Under the best circumstances, a girl’s father can represent a healthy kind of freedom from her mother, an escape from feeling enveloped and enmeshed by her mother.  And, as a buffer between them, he can take the heat off the mother-daughter relationship.  He does not use his daughter to fight his marital battles for him, and he does not allow himself to be a conduit for the mother’s or the daughter’s unresolved issues with each other.  Instead, he encourages them to sort it out together.  

It is when daughters are with their fathers that they begin to experience the possibilies of feminine identity outside of their identification with their mother.  Being feminine doesn’t just mean being a mommy.  She learns something of what it means to be loved by a man in a kind of rehearsal for her heterosexual relationships as an adult.

So when Dad is at his best, he can – without being disloyal to his wife or undercutting her authority – become his daughter’s safety valve, her male mentor, her safe port in her emotional storms with her mother.

But too often, fathers instead contribute to mother-daughter hostility.  They do this in two ways.  First, by becoming a nearly invisible presence in the family – avoiding upset at all costs, and not coming to the daughter’s defense when she is being mistreated by her mother.    Or second, by making her “Daddy’s Little Girl”, which makes her into her mother’s rival.
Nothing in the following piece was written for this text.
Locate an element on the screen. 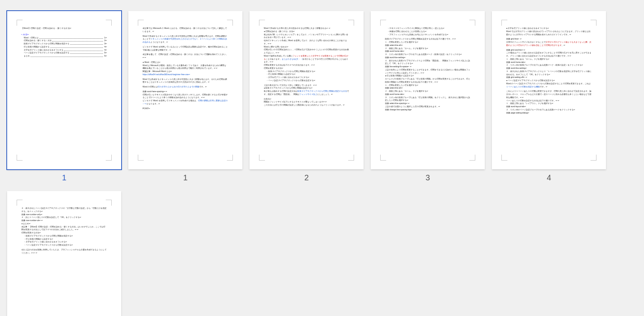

Sons are sometimes favored by mothers (and certainly by fathers too) over their daughters, and this contributes too to mother-daughter issues.  The “sainted son” who can do no wrong in his mother’s eyes will certainly grow up to have his own issues, but his early role in the dynamic between his sister and their mother is to create hurts and resentments.  The wrongness of favoring sons over daughters can have lasting effects.